The institutions that offered funds and/or administrative services are the Department of History of Art and Architecture, Boston University (and thanks to Cheryl Crombie for facilitating those funds); the Wyeth Foundation for American Art (two grants); the Mr. and Mrs. Raymond J. Horowitz Foundation for American Art; and the Fenimore Art Museum in Cooperstown, New York. I am especially grateful to the Fenimore’s director Paul D’Ambrosio, who sponsored the Horowitz grant proposal, and to Sarah Wilcox, who facilitated the tracking of finances for that grant. I am also grateful to Kevin Gillis of The Lunder Foundation—Peter and Paula Lunder Family for his encouragement to fundraise for the Endowment Fund for the EJCR.

We are also appreciative of the Donors to the EJCR Endowment Fund.

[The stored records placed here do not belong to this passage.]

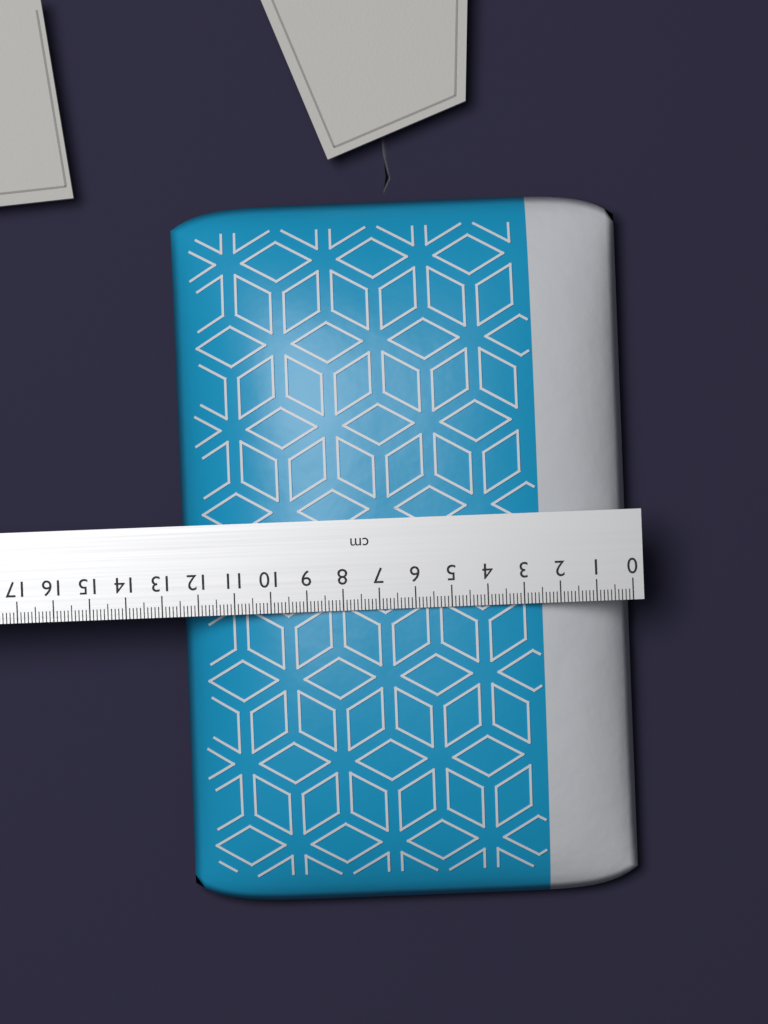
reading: 12.5 cm
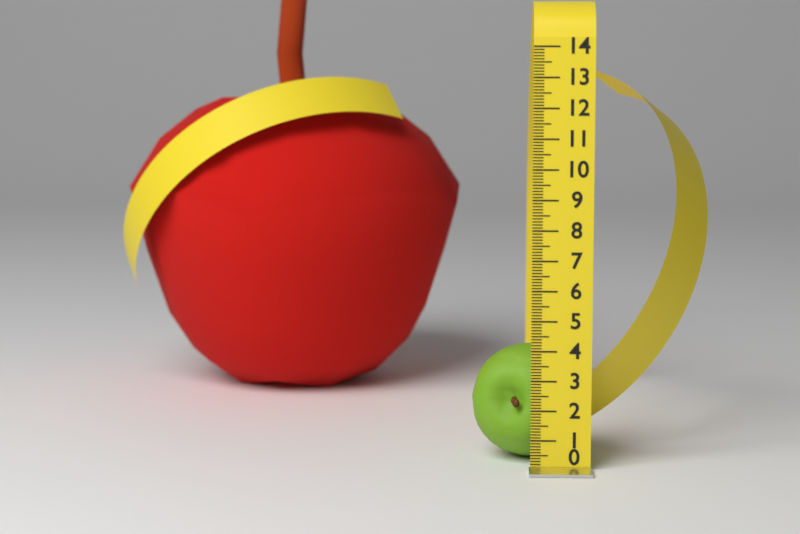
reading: 3.9 (no unit)
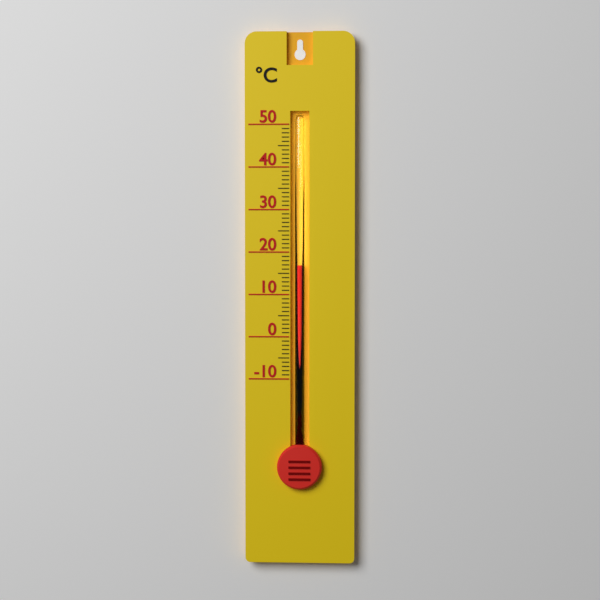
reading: 17 °C
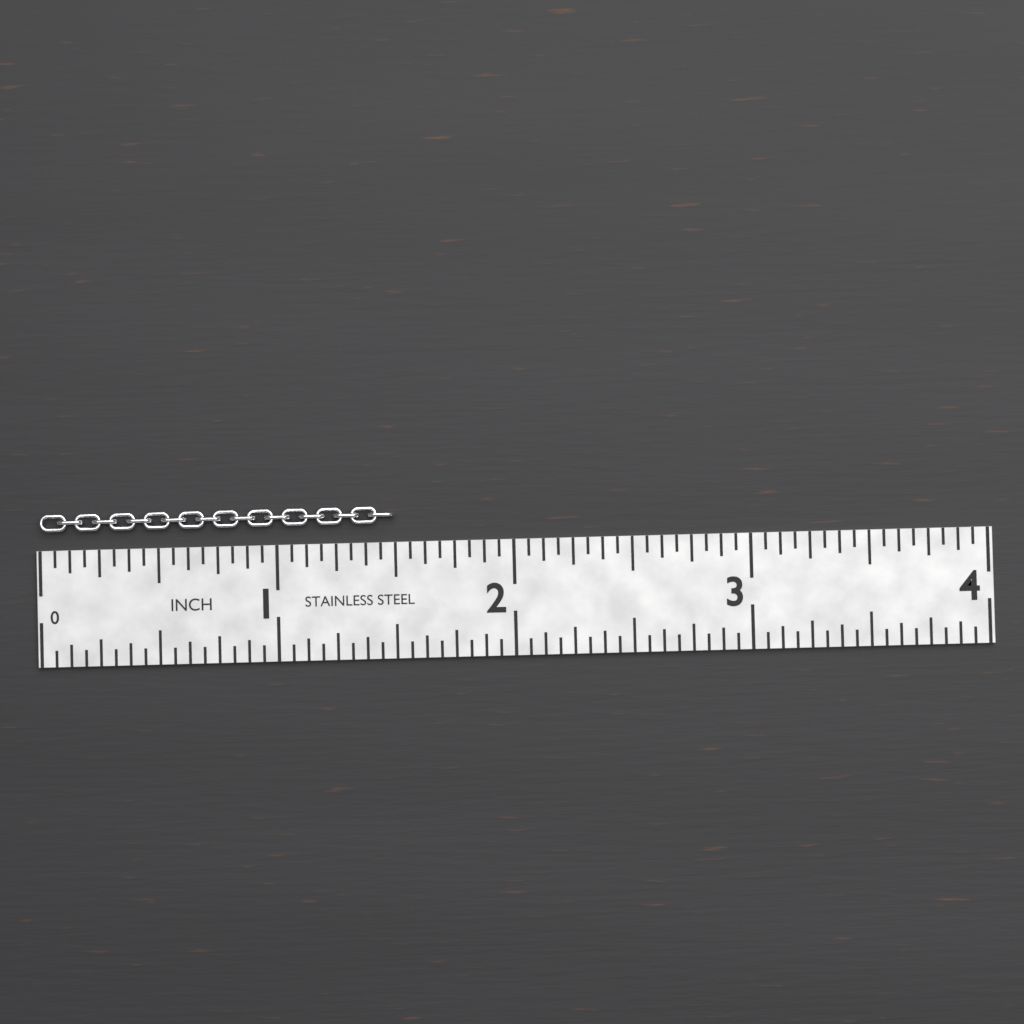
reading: 1.5000 in
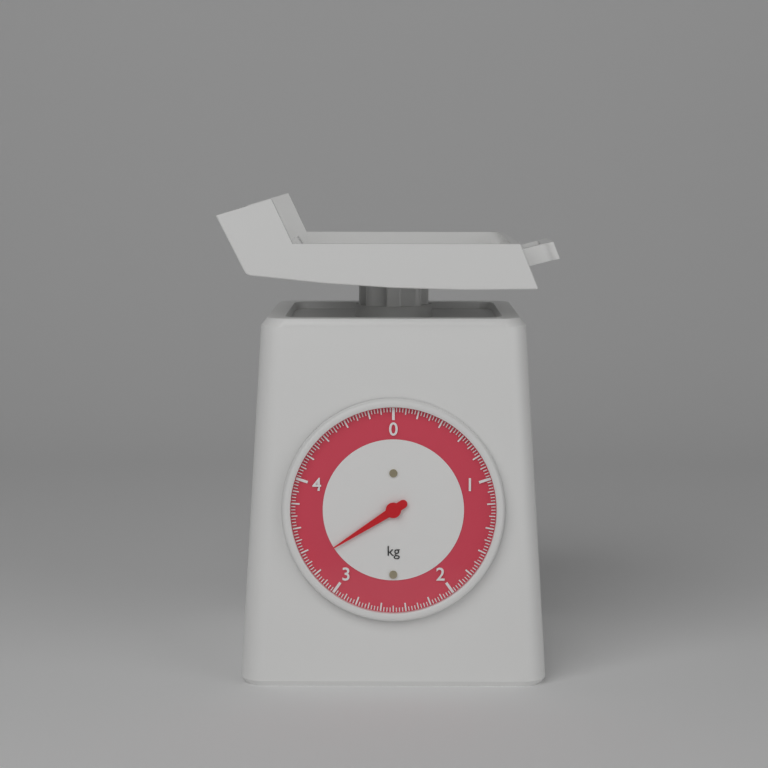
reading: 3.300 kg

Finally, I want to thank Abigael MacGibeny for working with me on the EJCR project since 2012. She took initiative to continue the critical art historical research the project needed, including finding new works, identifying sitters, and tracking down works whose whereabouts were unknown. She collaborated with curators, collectors, and archivists across the country. The years from 2019 through 2022 have been especially taxing as she sought to complete each catalogue entry while managing the project to the catalogue's publication as a website. She coordinated the review process and highlighted issues that needed my attention. Her ideas and counsel throughout have helped shape the final form and features that position the EJCR as unique in the field. In short, she and our partnership have been essential to the successful launching of the catalogue raisonné and website. She has my deepest gratitude.

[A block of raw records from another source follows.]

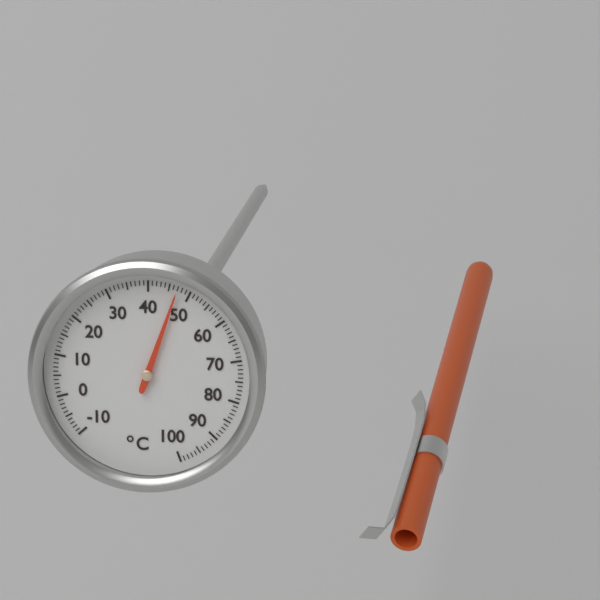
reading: 47 °C
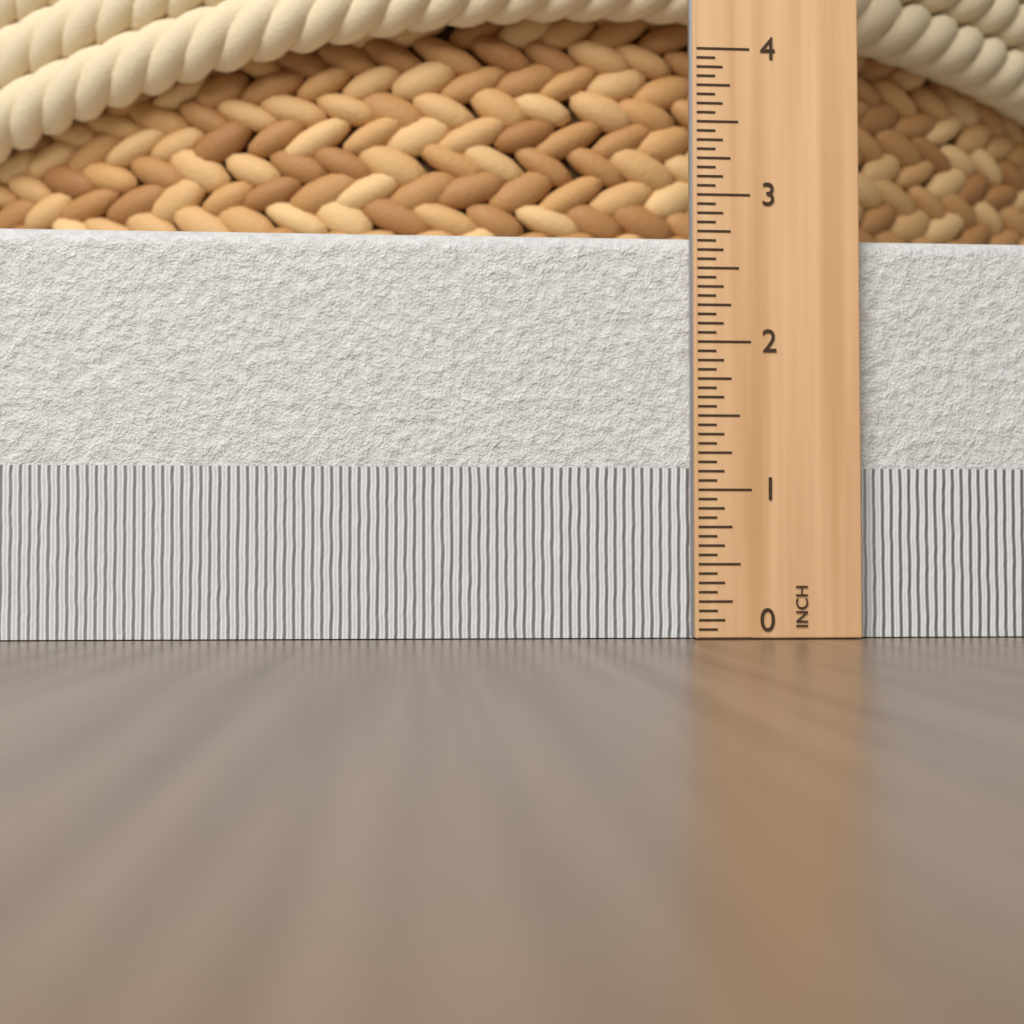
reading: 2.7500 in
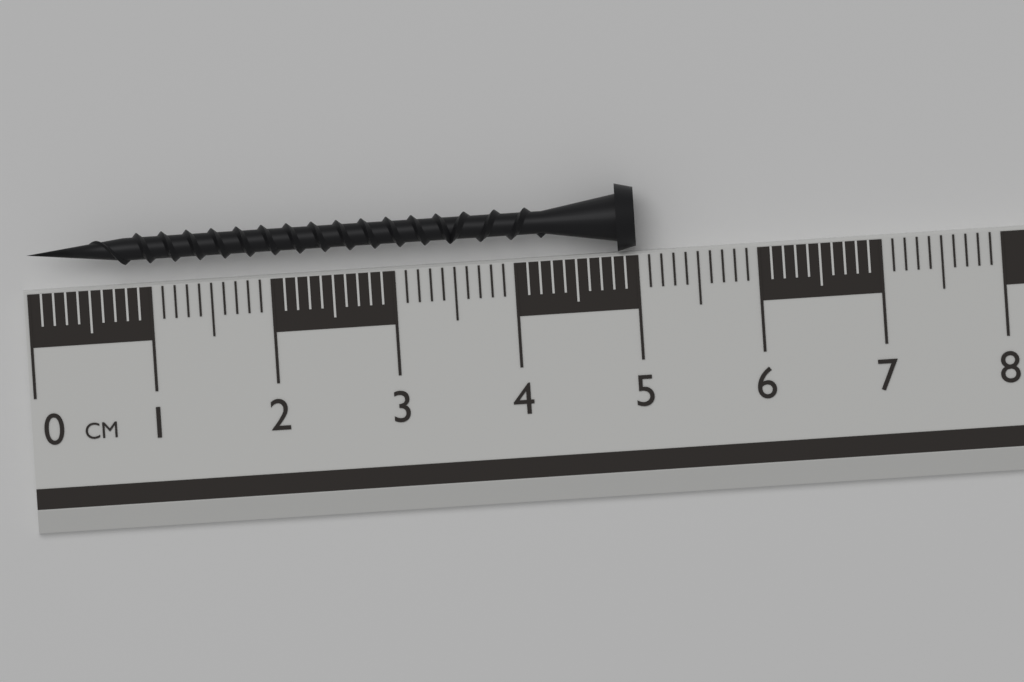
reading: 5.0 cm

Abigael MacGibeny's acknowledgments

I am indebted to Dr. Patricia Hills for the wonderful opportunity to work with her and help shape a project so important to her. Over the years, as both my advisor at Boston University and director of the Eastman Johnson Catalogue Raisonné, she has generously shared her professional and scholarly insights and encouraged and enabled me to deepen my knowledge. Opportunities to accompany her for personal examinations of works by Johnson have been important experiences. Learning from her is an honor and a pleasure, and delving into the story of each work by Eastman Johnson has rooted me in the field of art history.

Researching Johnson’s works has involved communication and cooperation with hundreds of professionals at museums and other cultural institutions, as well as private collectors who provided information and images. While they cannot all be listed here, I am deeply grateful to all for their kind cooperation.

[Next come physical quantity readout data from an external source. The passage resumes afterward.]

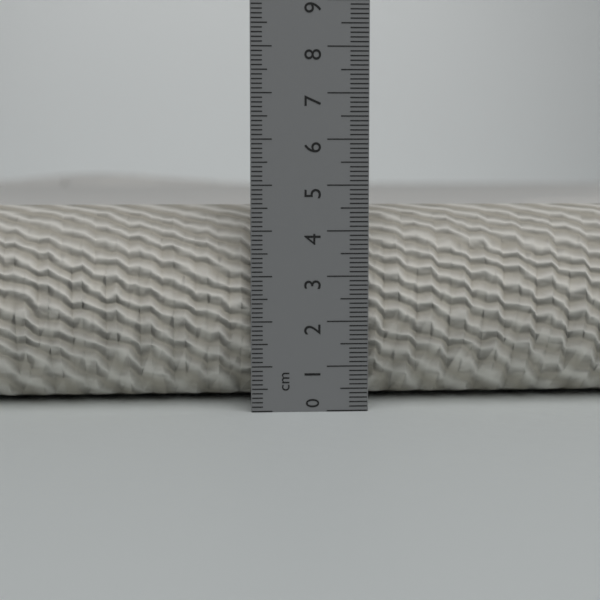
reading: 4.5 cm
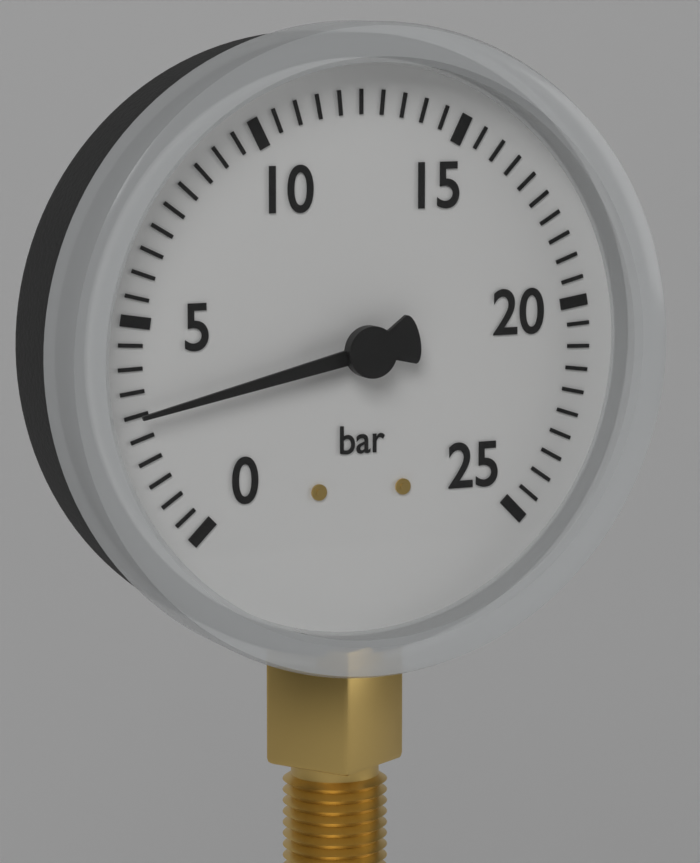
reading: 3.0 bar
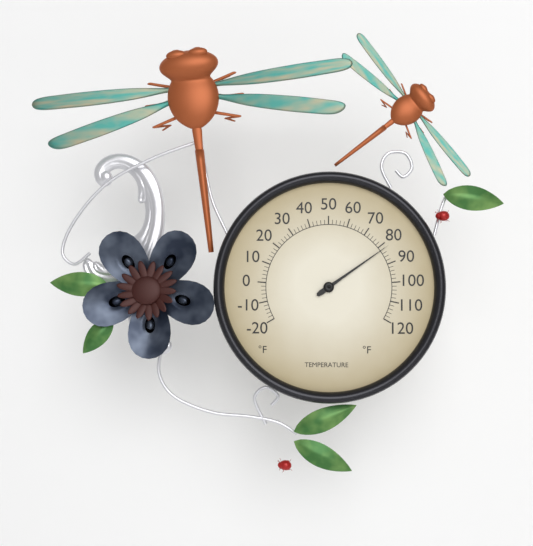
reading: 82 °F
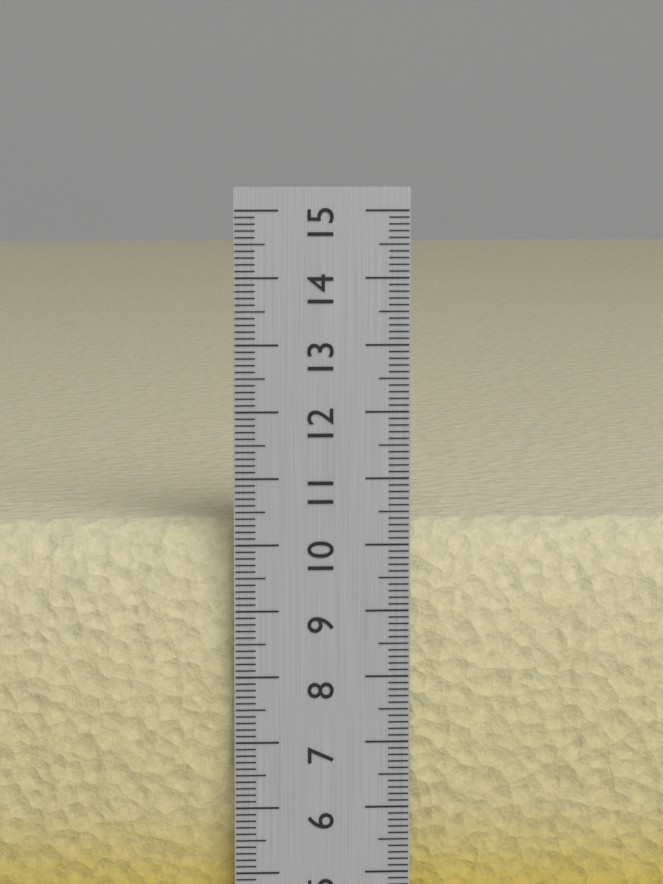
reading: 10.3 cm
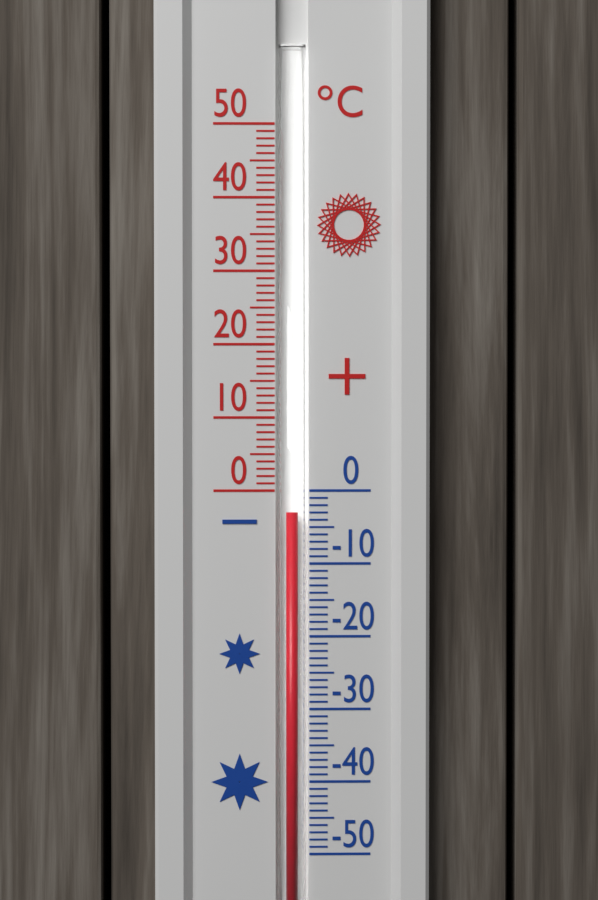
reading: -3 °C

Some colleagues assisted us repeatedly, sometimes over the course of years, actively offering information, helping to solve mysteries, and hosting our site visits. I would like to recognize in particular Eric Baumgartner and Margot Chvatal, Hirschl & Adler Galleries; Tessa Kansas and Colton Klein (formerly), Sotheby’s; Paige Kestenman, Christie’s; Carey Vose and Courtney Kopplin, Vose Galleries; Mary Adair Dockery, Heritage Auctions; Tim DeWerff, Century Association; Kenneth Myers, Detroit Institute of Arts; Karen Quinn, New York State Museum; Emily Croll, New-York Historical Society; Will Coleman, formerly of the Newark Museum; Kerri Pfister, Frick Art Reference Library; Roberto Ferrari, Avery Architectural & Fine Arts Library, Columbia University; Amelia Holmes, Nantucket Historical Association; Anne Knutson, independent art historian and curator; James Sousa, Addison Gallery of American Art; Susan Garton, National Portrait Gallery; Anne Halpern, National Gallery of Art; and Wildenstein & Company, Inc.

Finally, my love to my parents, Emilie and Bruce MacGibeny, and to Robert C. Ryan, with gratitude for their encouragement always.

Please note that the information on this and all pages is periodically reviewed and subject to change.
Citation: Hills, Patricia, and Abigael MacGibeny. "Acknowledgments." Eastman Johnson Catalogue Raisonné. www.eastmanjohnson.org/section/?id=acknowledgments (accessed on April 27, 2024).